Your academic mentors invest their time in your future, so they want to see you succeed.

Your friends and loved ones care about your well being, so they want to see you succeed.

Your department invest equipment and resources on your training, so it wants to see you succeed.

But the real world has no accountability to you, so it doesn’t have to care about your success.

That’s a good thing because the real world only cares about actual good work. So put your ideas project out there, and let the world see. Send out an abstract, write a paper, propose a grant.

Whatever the outcome, you learn where you stand.
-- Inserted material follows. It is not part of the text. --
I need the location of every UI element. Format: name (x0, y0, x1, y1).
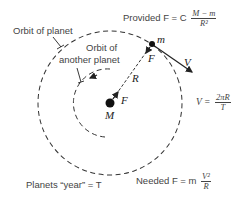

It’s the market economy at work, and the academic equivalent of an open beta test.

So it’s not so much about putting forth your best work – you can’t always tell what “best” is.

It takes courage just to put forth work, and more so to let the others decide.
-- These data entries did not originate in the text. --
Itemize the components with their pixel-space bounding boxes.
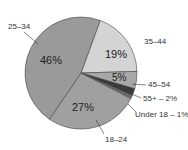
label-35-44: 35–44 [144,37,167,46]
pct-45-54: 5% [112,72,127,83]
label-25-34: 25–34 [8,22,31,31]
pct-35-44: 19% [105,48,127,60]
label-18-24: 18–24 [105,135,128,144]
pct-18-24: 27% [72,101,94,113]
pie-chart: 46% 19% 5% 27% 25–34 35–44 45–54 55+ – 2… [0,0,188,150]
label-under-18: Under 18 – 1% [135,110,188,119]
label-45-54: 45–54 [148,80,171,89]
label-55-plus: 55+ – 2% [143,94,177,103]
pct-25-34: 46% [40,54,62,66]
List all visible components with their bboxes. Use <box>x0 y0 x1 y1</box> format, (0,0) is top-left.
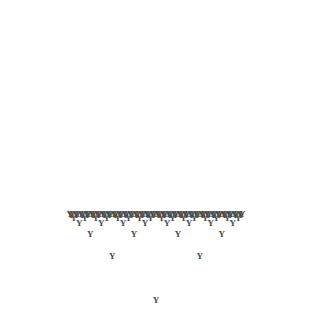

The Virtue of Being a Follower

One of my good friends – a respected colleague – once said, “I’m a follower, not leader.”

This (other) guy wrote a book on great followership (i.e. as opposed to leadership).

The first follower takes the courage to say, “Hey these people are onto something!”

The first follower is what makes a trend, just as the second point on a graph makes a line.

Being an expert follower is prerequisite for a good leader, and following is itself a form of leadership.

To all the followers out there, this list is for you:

  1. Thomas Jefferson, first a vice president, then president
  2. Barack Obama, first a senator under Clinton, then president
  3. Microsoft Windows, not the first GUI operating system
  4. Apple iPhone, not the first smartphone
  5. Facebook, not the first but the most successful social network
  6. Frodo, the second Baggins to bear the ring
  7. Jesse Pinkman, the sidekick you root for
  8. The Empire Strikes Back, the better follow-up movie.
  9. Pablo Picasso, a grand follower of classical realism before breaking free
  10. Twitter, a social network that celebrates the act following

So let us, too, celebrate followers.